🌲 Two Elegant Ways to Validate a Binary Search Tree (BST) in JavaScript
A Binary Search Tree (BST) is a binary tree where:
- All nodes in the left subtree are less than the node.
- All nodes in the right subtree are greater than the node.
- These rules apply recursively to every node in the tree.
Let’s walk through two clean approaches to validate if a binary tree is a BST — using recursion and in-order traversal.
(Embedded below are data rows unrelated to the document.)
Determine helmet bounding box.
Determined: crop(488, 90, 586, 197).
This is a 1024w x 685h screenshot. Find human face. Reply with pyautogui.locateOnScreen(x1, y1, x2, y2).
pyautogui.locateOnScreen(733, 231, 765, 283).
✅ Approach 1: Recursion with Min/Max Bounds
🧠 Intuition
As we recursively visit each node, we carry down the range of valid values.
For example:
- For left children: the value must be < current node
- For right children: the value must be > current node
We keep narrowing the valid range (min, max) as we go deeper.
📦 Code
var isValidBST = function (root) {
    function validate(node, min, max) {
        if (!node) return true;
        if ((min !== null && node.val <= min) || (max !== null && node.val >= max)) {
            return false;
        }
        return validate(node.left, min, node.val) &&
               validate(node.right, node.val, max);
    }
    return validate(root, null, null);
};
⏱️ Time Complexity
- O(n): We visit every node once.
📦 Space Complexity
- 
O(h): his the height of the tree (stack depth during recursion).- 
O(log n)for balanced tree,O(n)for skewed tree.
 
- 
✅ Approach 2: In-order Traversal Check
🧠 Intuition
In-order traversal of a valid BST gives a strictly increasing sequence.
So we do an in-order traversal and ensure that each node value is greater than the last one visited.
📦 Code
var isValidBST = function (root) {
    let prev = null;
    function inorder(node) {
        if (!node) return true;
        if (!inorder(node.left)) return false;
        if (prev !== null && node.val <= prev) {
            return false;
        }
        prev = node.val;
        return inorder(node.right);
    }
    return inorder(root);
};
⏱️ Time Complexity
- O(n): We traverse each node once.
📦 Space Complexity
- O(h): Recursion stack; same as above.
🧠 When to Use Which?
| Scenario | Use Approach | 
|---|---|
| You want to validate value ranges | Min/Max(Approach 1) | 
| You want a short & elegant check | In-order(Approach 2) | 
| Interview setting (quick & clean) | In-order is great for impressing 😄 | 
🧪 Bonus Tip: No Duplicates!
Both methods assume that no duplicate values are allowed in the BST.
That's why we check for strictly less/greater, not <= or >=.